Printed in the Iowa City Press-Citizen, Dec. 14, 2009
Our View - Celebrating our City of Lit's used book shops
In the past year, we've printed many columns and letters celebrating how UNESCO designated Iowa City as an International City of Literature. The city gained the honor largely because of the presence of the Iowa Writers' Workshop and the University of Iowa's International Writing Program. But one of the hitherto uncelebrated features of Iowa City's creative economy has been the long, proud history of its local used booksellers.
Joe Michaud, former owner of The Bookery, has decided to correct that oversight with his long-titled book, "Booking in Iowa: The Book Trade In and Around Iowa City, A Look Back," recently published by the Iowa City-based Camp Pope Bookshop.
In his introduction, Michaud explains how his 25 years as a bookseller was a "period of boom and bust for the used, out-of-print and rare bookseller." The boon came with a local infusion of large numbers of antiquarian books as people emptied out their attics, basements, barns and garages. The bust side, unfortunately, came for a variety of reasons, including falling prices for collectibles, rising rents and, of course, the Internet.
As Michaud writes, "What became a boon to the book buyer sounded the death knell for thousands of big city and small town used book shops."
Michaud divides the book into a 75-page account of his own history as a book scout and bookstore owner and an almost equally long annotated list of past and present bookshops. Having arrived in Iowa City in the early 1970s -- when stores like Epstein's were housed in the temporary structures set up during the city's urban renewal phase -- Michaud didn't get into the book business directly for another decade. One late spring Saturday afternoon in 1983, he and his son were shopping at a multi-family garage sale when the sale organizer suggested, "Look, how about taking all those books off my hands? There must be 20 boxes there." Paying $10 -- 50 cents a box -- Michaud suddenly found himself in the business "that would nourish us physically and spiritually for the next 20-plus years."
Michaud provides a nostalgic romp through this earlier age of bookselling -- providing an insightful guide to how he moved from merely scouting for good books, to renting space in the Antique Mall, to expanding to a storefront at 116 S. Linn St., to buying and filling a house at 523 Iowa Ave., to moving to an Internet-only business. (Since writing the book, Michaud has sold his remaining inventory to Nialle Sylvan, owner of The Haunted Bookshop at 203 N. Linn St.)
Although an insightful would-be entrepreneur might be able to pull lessons from Michaud's late 20th-century experiences and reapply them to an early 21st-century economy, the primary value of "Booking in Iowa" comes in how it documents the many different stories of the booksellers who have thrived right here in Literature City.

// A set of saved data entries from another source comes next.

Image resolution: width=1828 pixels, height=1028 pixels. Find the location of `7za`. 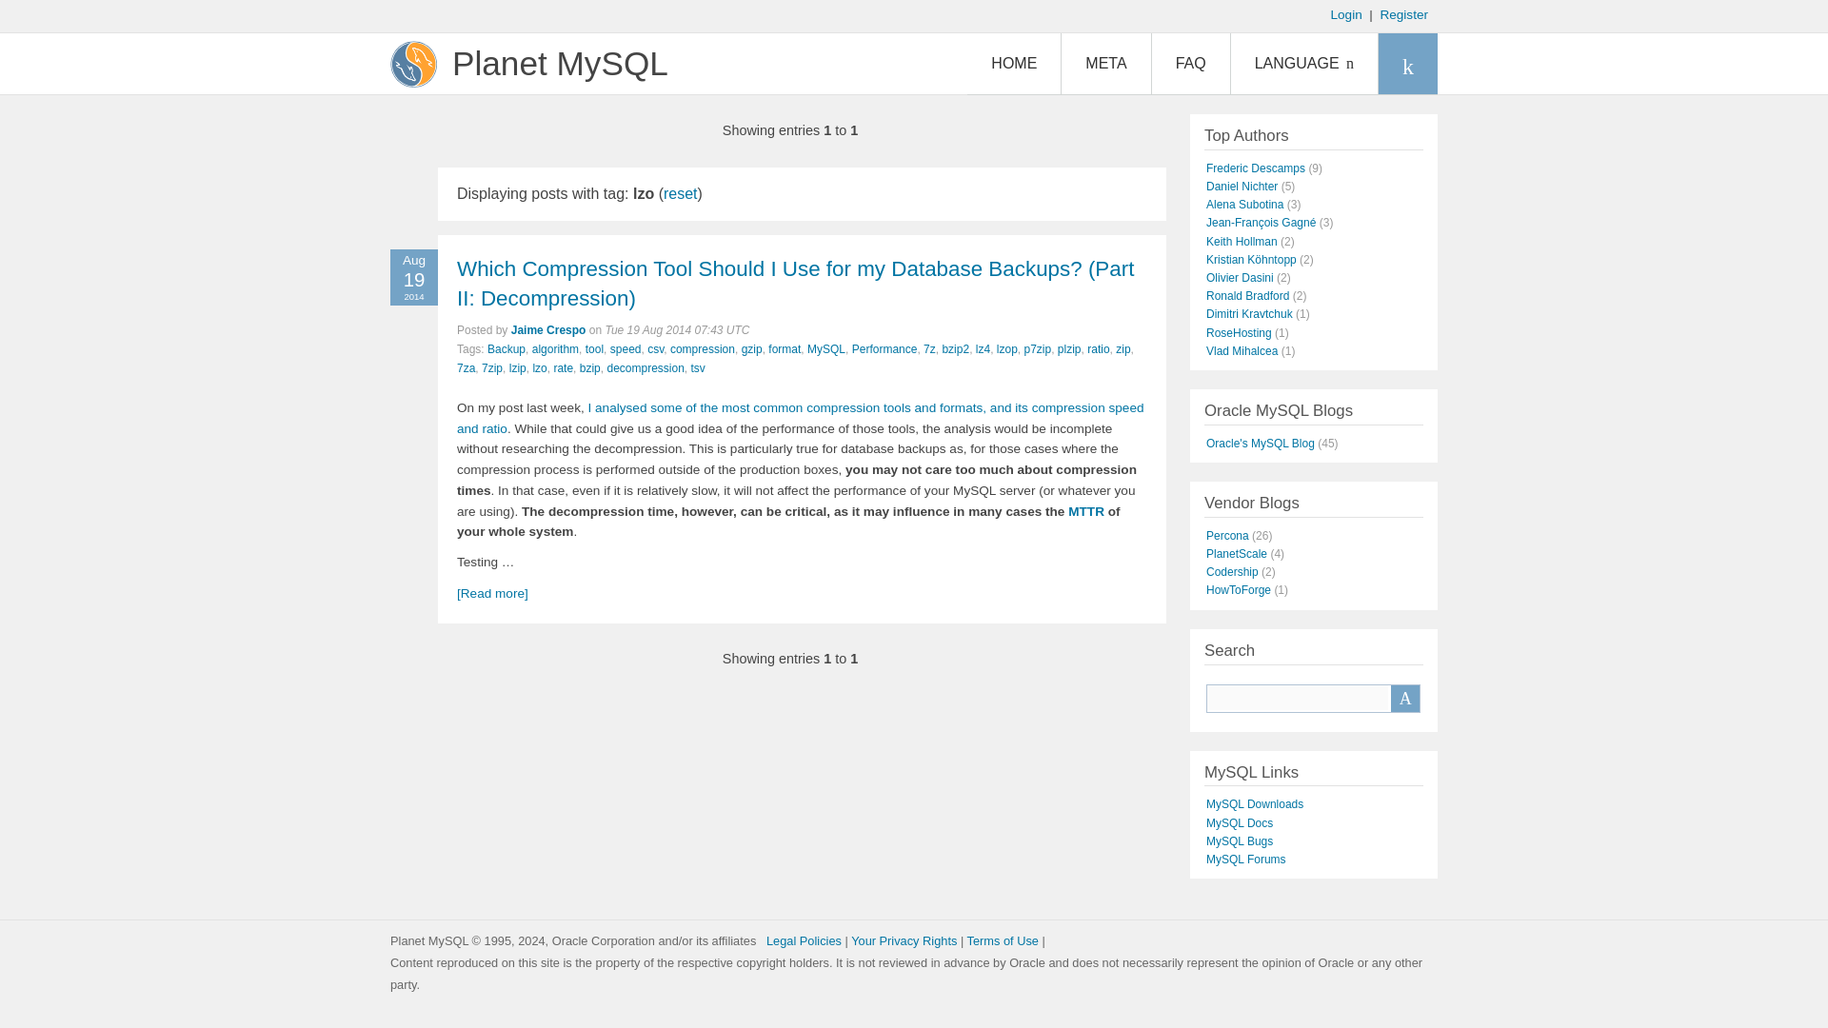

7za is located at coordinates (467, 368).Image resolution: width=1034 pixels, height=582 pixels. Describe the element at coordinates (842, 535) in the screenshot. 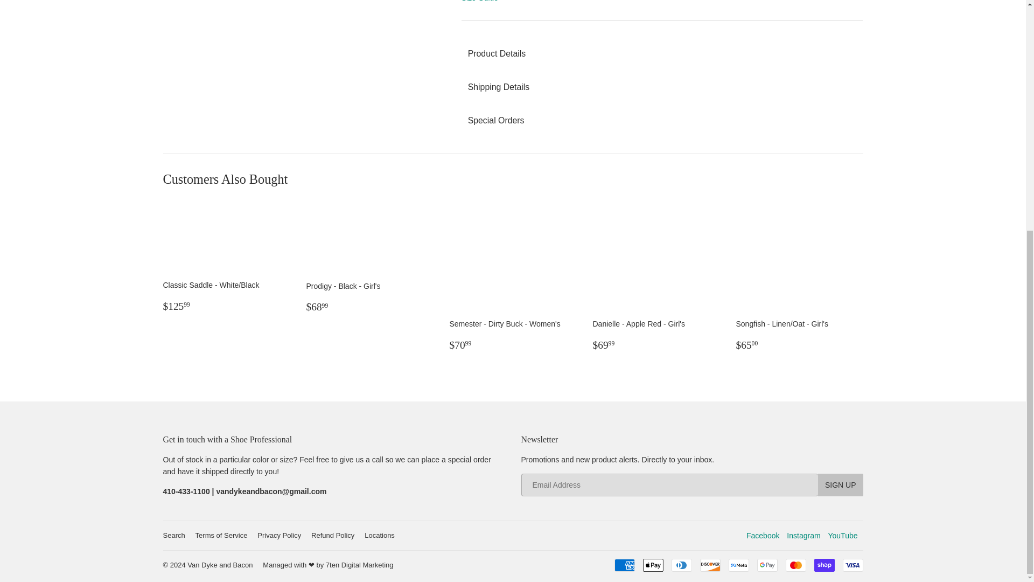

It's a full account of the shop owners who were in business for only a few years -- including Charles Drum (C. Drum Bookseller) and Jim Mulac (Jim's Used Books and Records) -- as well as those who continue to provide a space for literary treasure hunting and bookish conversation -- including Sylvan, William Ingles (The Book Shop, 608 S. Dubuque St.) and Jane Murphy and Mark Brookfield (Murphy-Brookfield Books, 219 N. Gilbert St.).
We're grateful to Michaud for reminding us just how much our present City of Literature depends on these local business owners to keep us connected to the rare and out-of-print world of the past.